* _YOUR GOAL_: Find the line with "What do you" in the records below. Output exactly from there until after the line with "Locate an element", without pictures.

* _RECORDS FOR THE EXERCISE_:
☆ ☆ ☆ ☆
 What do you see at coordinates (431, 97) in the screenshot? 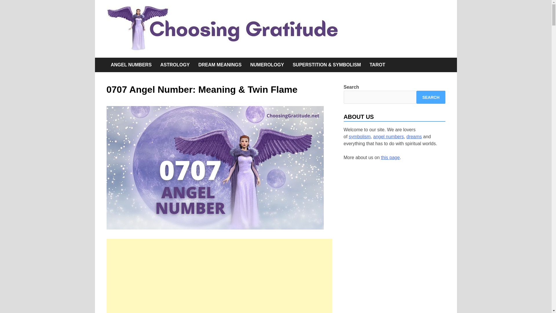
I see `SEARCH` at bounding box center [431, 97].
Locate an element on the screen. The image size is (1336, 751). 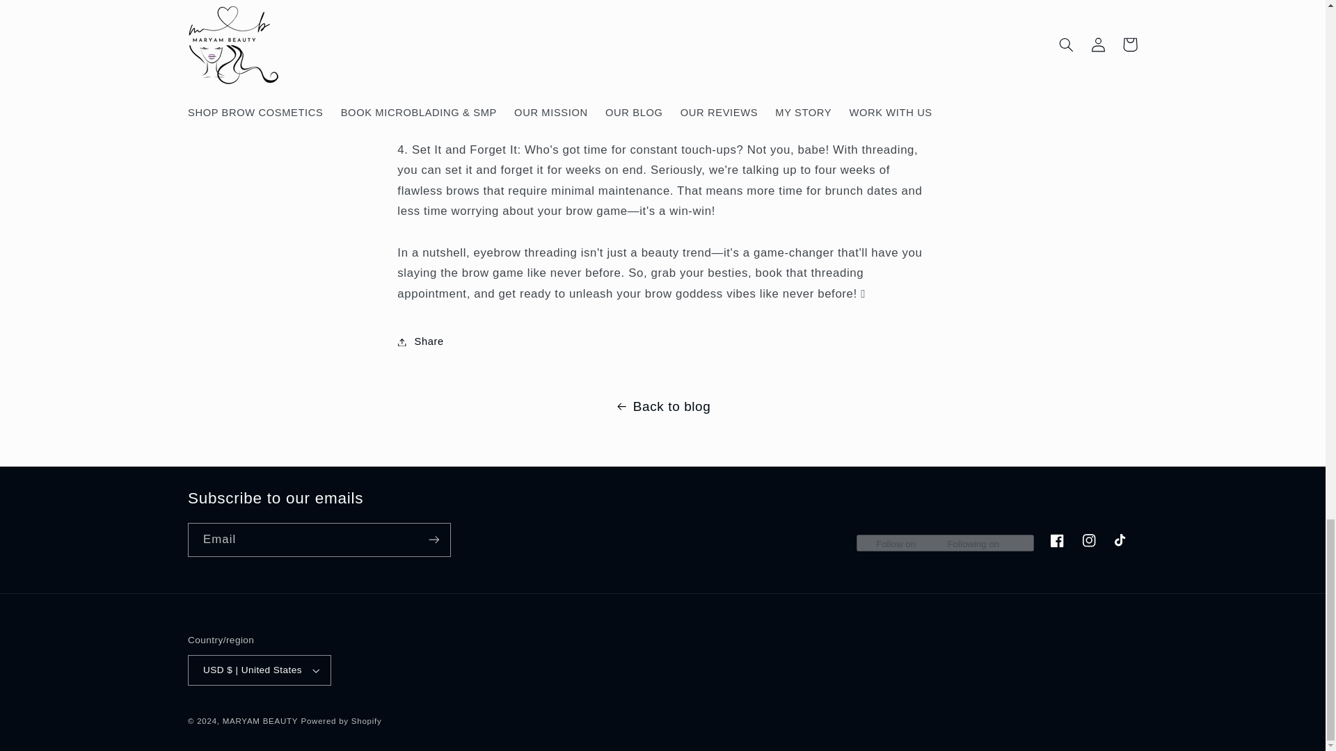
☆ ☆ ☆ ☆
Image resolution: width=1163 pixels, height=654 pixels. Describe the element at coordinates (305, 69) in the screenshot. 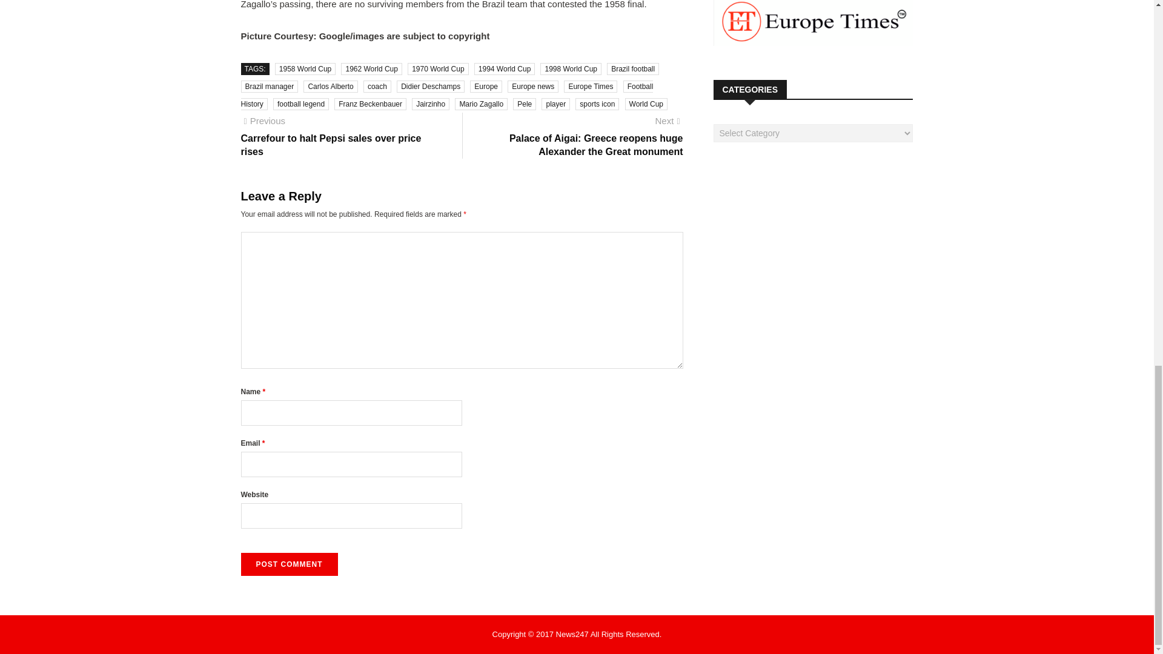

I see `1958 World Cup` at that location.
☆ ☆ ☆ ☆
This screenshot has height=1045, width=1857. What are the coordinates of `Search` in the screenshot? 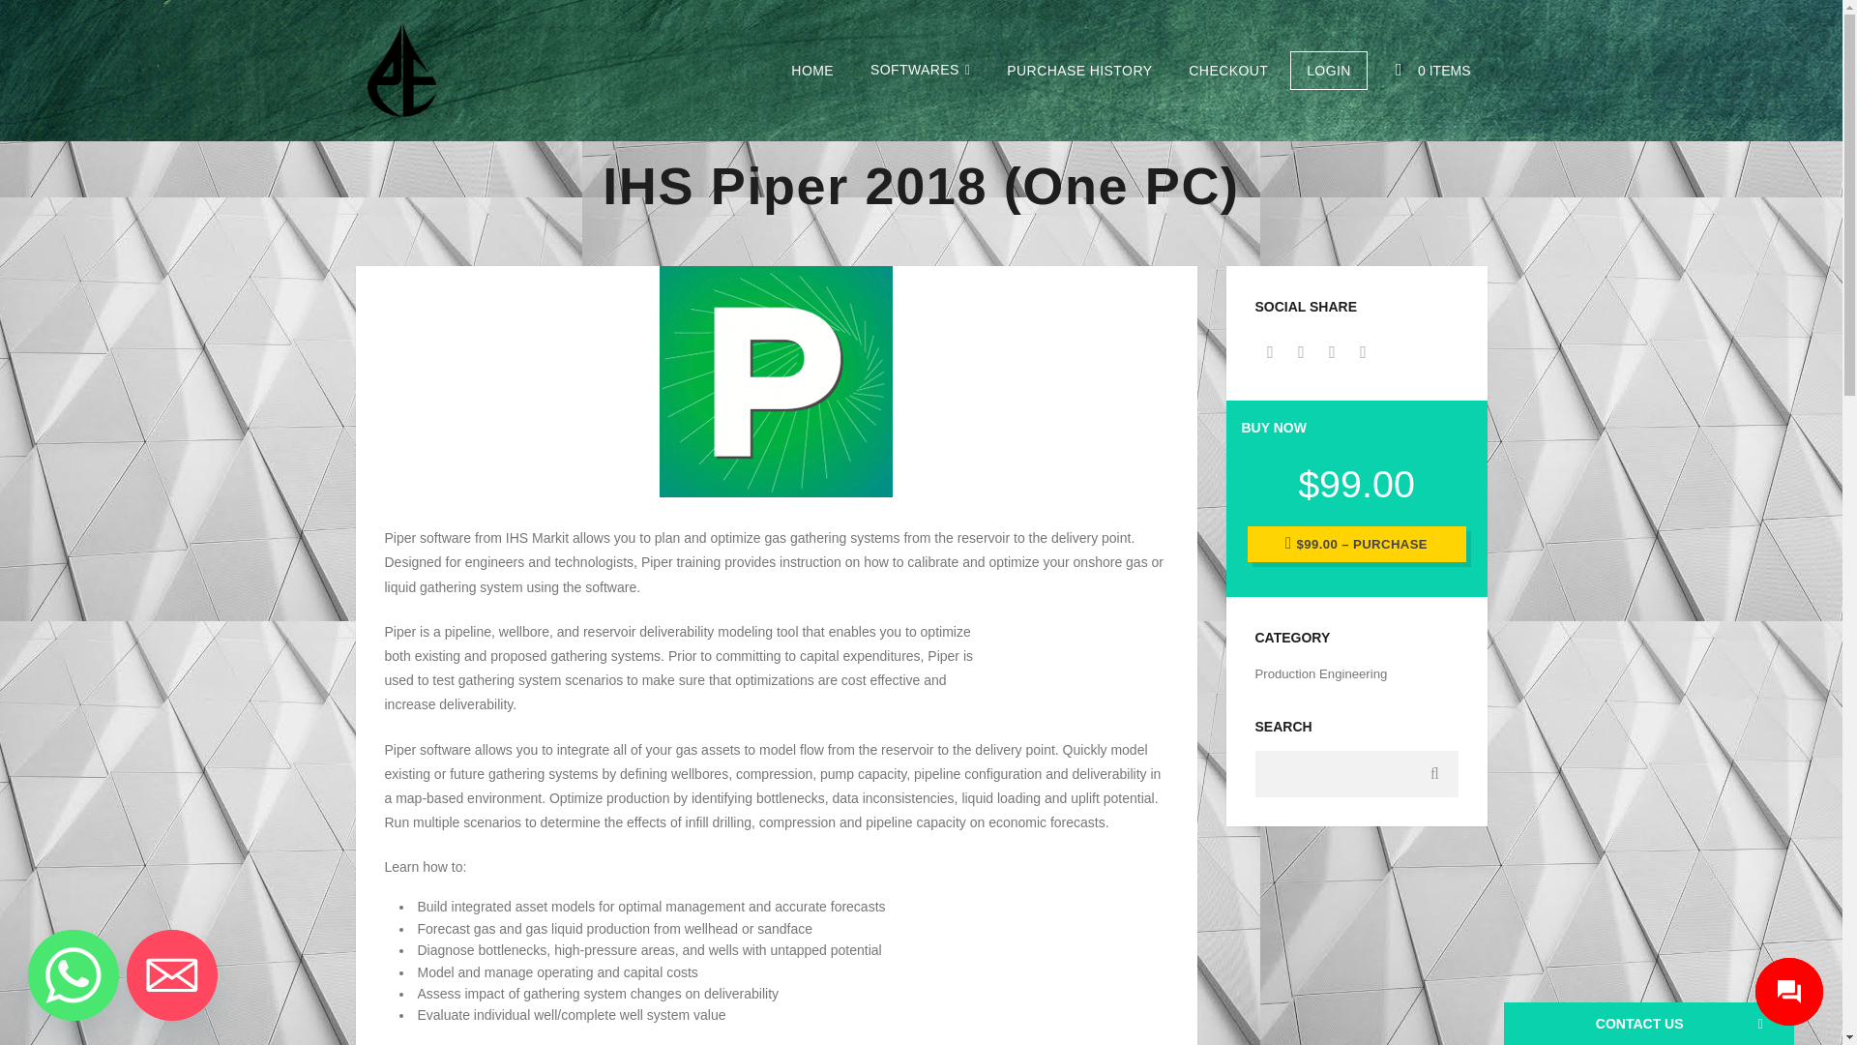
☆ ☆ ☆ ☆
* _EXPECTED ANSWER_:
 What do you see at coordinates (431, 97) in the screenshot? 
I see `SEARCH` at bounding box center [431, 97].
Locate an element on the screen. The image size is (1336, 751). 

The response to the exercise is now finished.